Furthermore, the “change government” will have to deliver some if not major change. World public opinion has been alienated by the Netanyahu era, moved away from regarding Israel as a special case entitled to impunity over its never-ending occupation, land grab, harsh treatment of Palestinians, and attempts to drag the US and the West into a war with Iran.

The International Criminal Court (ICC) has launched investigations into alleged Israeli war crimes and crimes against humanity. The UN Human Rights Council has set up a permanent commission to probe Israel’s May onslaught on Gaza and other actions against the Palestinians. Amnesty International has dared to apply the word “apartheid” to the system of governance Israel imposes on theWest Bank.

“The perpetrators of war crimes and crimes against humanity have evaded justice for more than half a century. An ICC investigation marks a long-overdue step towards justice for victims, and is a chance to end the cycle of impunity that is at the heart of the human rights crisis in the [occupied territories],” said Saleh Higazi, Amnesty’s deputy regional director for the Middle East and North Africa.

Last month, Ireland’s parliament adopted a motion branding Israeli settlements and policies in the occupied West Bank “de facto annexation”. This amounts to the most forthright characterisation of the situation in the West Bank by any European Union legislature. Ireland is not alone.

Democratic Party members of the US Congress have castigated Israel and urged the US government to suspend $3.8 billion in military funding for Israel as well as millions proposed to resupply its “Iron Dome” system which has protected Israel from rockets from Gaza while Israeli warplanes bomb the unprotected coastal strip with a population of two million Palestinians.
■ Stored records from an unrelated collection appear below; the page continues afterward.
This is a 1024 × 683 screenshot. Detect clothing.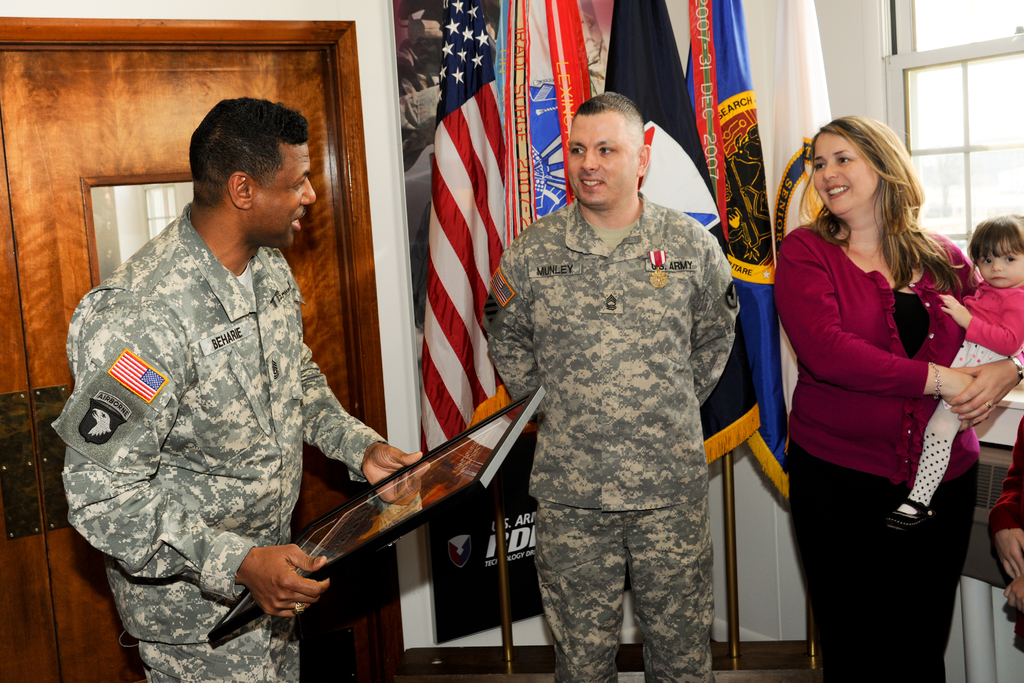
left=772, top=226, right=987, bottom=682.
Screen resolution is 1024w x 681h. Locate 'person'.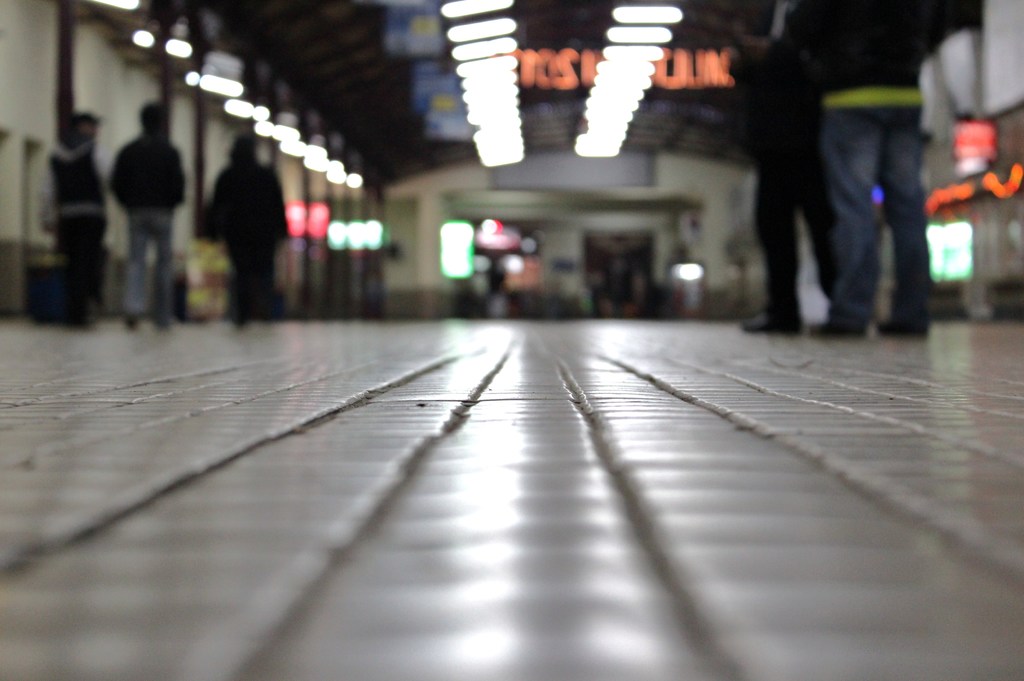
left=806, top=0, right=930, bottom=331.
Having ignored developments on the international scene for most of his latest 12-years in power Netanyahu continues to behave as usual — hectoring opponents and accusing “change” of betraying Israel and risking its security. He enjoys the support of his Likud Party, the largest in the Knesset, and the hard right nationalist and religious parties. However, a slender majority of Israelis are fed up with him. They have shifted to parties represented in the coalition — mainly because they are weary and wary of Netanyahu — and resent his drive to exploit Israeli divisions in order to evade prison for breach of trust, fraud and bribery in his ongoing trial in a Jerusalem court. Now that he is not prime minister he could be the second Israeli premier to do jail time — after fellow Likud leader Ehud Olmert.